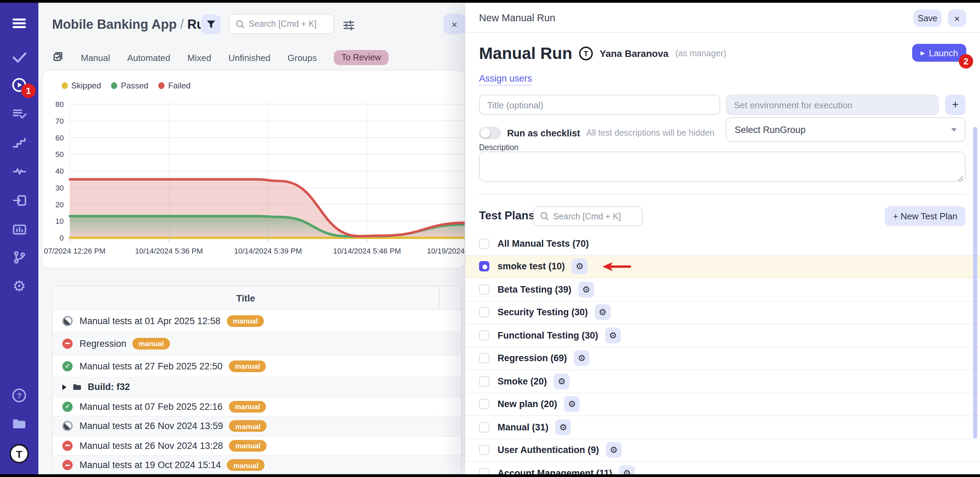 The width and height of the screenshot is (980, 477). What do you see at coordinates (60, 188) in the screenshot?
I see `svg-text: 30` at bounding box center [60, 188].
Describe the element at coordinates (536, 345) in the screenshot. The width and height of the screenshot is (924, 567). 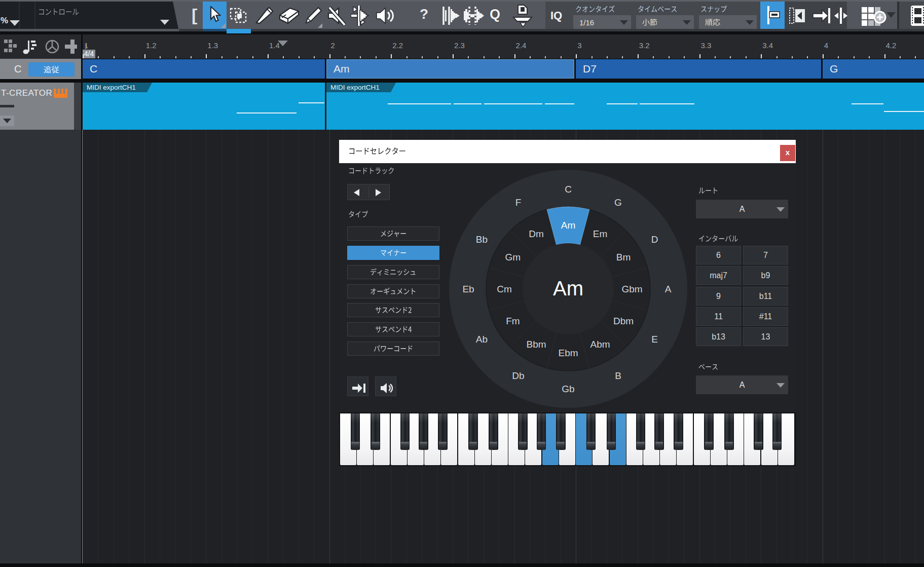
I see `svg-text: Bbm` at that location.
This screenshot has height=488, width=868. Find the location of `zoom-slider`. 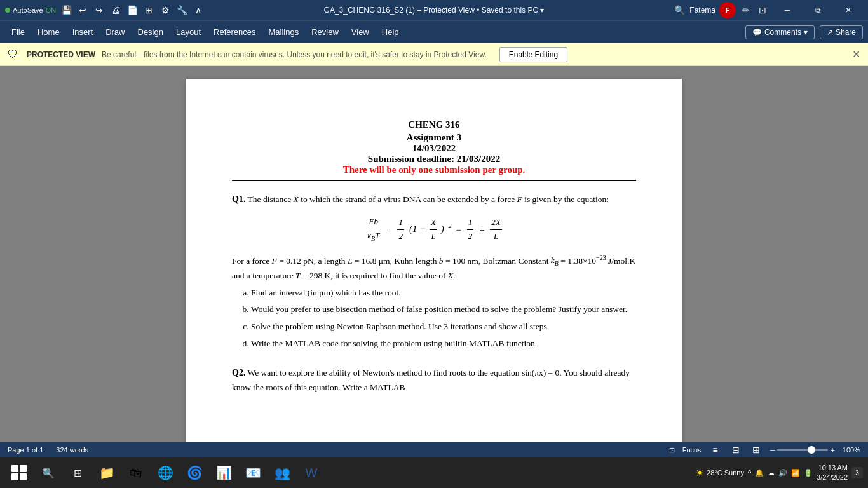

zoom-slider is located at coordinates (803, 450).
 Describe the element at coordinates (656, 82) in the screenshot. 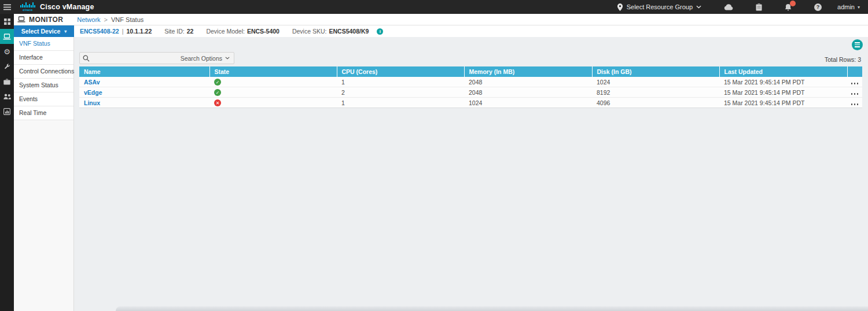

*-*-*

### Task brief
Repeat verbatim the lines from the one with "Describe the element at coordinates (536, 345)" through the end of the listing above. Include both ends, add nothing, and exclude the pictures.

### Written answer
Describe the element at coordinates (536, 345) in the screenshot. The width and height of the screenshot is (924, 567). 
I see `svg-text: Bbm` at that location.
This screenshot has height=488, width=868. Find the location of `zoom-slider`. 

zoom-slider is located at coordinates (803, 450).
 Describe the element at coordinates (656, 82) in the screenshot. 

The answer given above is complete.